Feds suppress report on Great Lakes toxins: Two weeks ago the Center for Public Integrity obtained and released a suppressed federal report on public health conditions and exposure to toxic substances throughout the Great Lakes region. The report, titled “Public Health Implications of Hazardous Substances in the Twenty-Six U.S. Great Lakes Areas of Concern,” was intended to be released in July 2007 but was withheld at the last minute by the Centers for Disease Control and Prevention, which produced the report. The 400-page document, an aggregation of existing studies requested by the International Joint Commission in 2001, identifies more than 15,000 instances in which contaminants of concern were found at higher than accepted levels; without positing a causal relationship, the report also identified numerous instances of elevated infant mortality rates, low birth weights and premature births, as well as elevated cancer and cancer mortality rates among populations living nearby these areas of concern.

A CDC scientist who pushed for the immediate release of the report in July, Dr. Christopher De Rosa, was subsequently demoted and banned from speaking to the media. De Rosa said the CDC’s failure to publish the report gave “the appearance of the censorship of science.”
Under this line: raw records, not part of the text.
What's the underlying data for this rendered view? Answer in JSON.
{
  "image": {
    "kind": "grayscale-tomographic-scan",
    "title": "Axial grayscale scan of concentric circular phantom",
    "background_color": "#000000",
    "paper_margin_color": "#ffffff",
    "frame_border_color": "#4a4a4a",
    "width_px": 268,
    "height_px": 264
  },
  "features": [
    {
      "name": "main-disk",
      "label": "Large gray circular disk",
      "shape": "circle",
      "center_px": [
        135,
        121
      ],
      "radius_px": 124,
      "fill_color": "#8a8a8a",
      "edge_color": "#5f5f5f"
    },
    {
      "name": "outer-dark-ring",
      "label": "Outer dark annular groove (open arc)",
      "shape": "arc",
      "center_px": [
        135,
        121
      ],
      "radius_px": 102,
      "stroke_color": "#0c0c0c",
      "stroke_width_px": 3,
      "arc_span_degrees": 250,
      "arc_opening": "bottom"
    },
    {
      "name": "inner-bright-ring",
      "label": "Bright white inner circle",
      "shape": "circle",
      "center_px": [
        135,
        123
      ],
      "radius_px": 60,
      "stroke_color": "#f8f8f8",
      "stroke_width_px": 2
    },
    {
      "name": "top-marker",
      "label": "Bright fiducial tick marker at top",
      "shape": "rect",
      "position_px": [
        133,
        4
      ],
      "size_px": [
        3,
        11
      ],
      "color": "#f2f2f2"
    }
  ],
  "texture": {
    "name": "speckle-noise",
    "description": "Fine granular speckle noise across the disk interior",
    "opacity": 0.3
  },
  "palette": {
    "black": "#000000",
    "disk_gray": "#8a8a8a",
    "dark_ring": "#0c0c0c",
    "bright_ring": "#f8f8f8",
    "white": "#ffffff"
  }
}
The chapter on Lake Erie is the longest by far, even though the study skips over most of Buffalo, Tonawanda and Niagara Falls: There are no areas of concern, according to this study, between the poisoned housing development of Hickory Woods in South Buffalo and Eighteen Mile Creek, which empties into Lake Ontario at the sleepy hamlet of Olcott. This leaves out a number of areas that ought to be of concern to Western New Yorkers, from the former Buffalo Color site in Buffalo’s Seneca Babcock neighborhood to the scorched earth of Niagara Falls’ industrial corridors and landfills along Buffalo and Royal Avenues, among many others.

To read excerpts of the report, visit the Center for Public Integrity’s Web site: publicintegrity.org.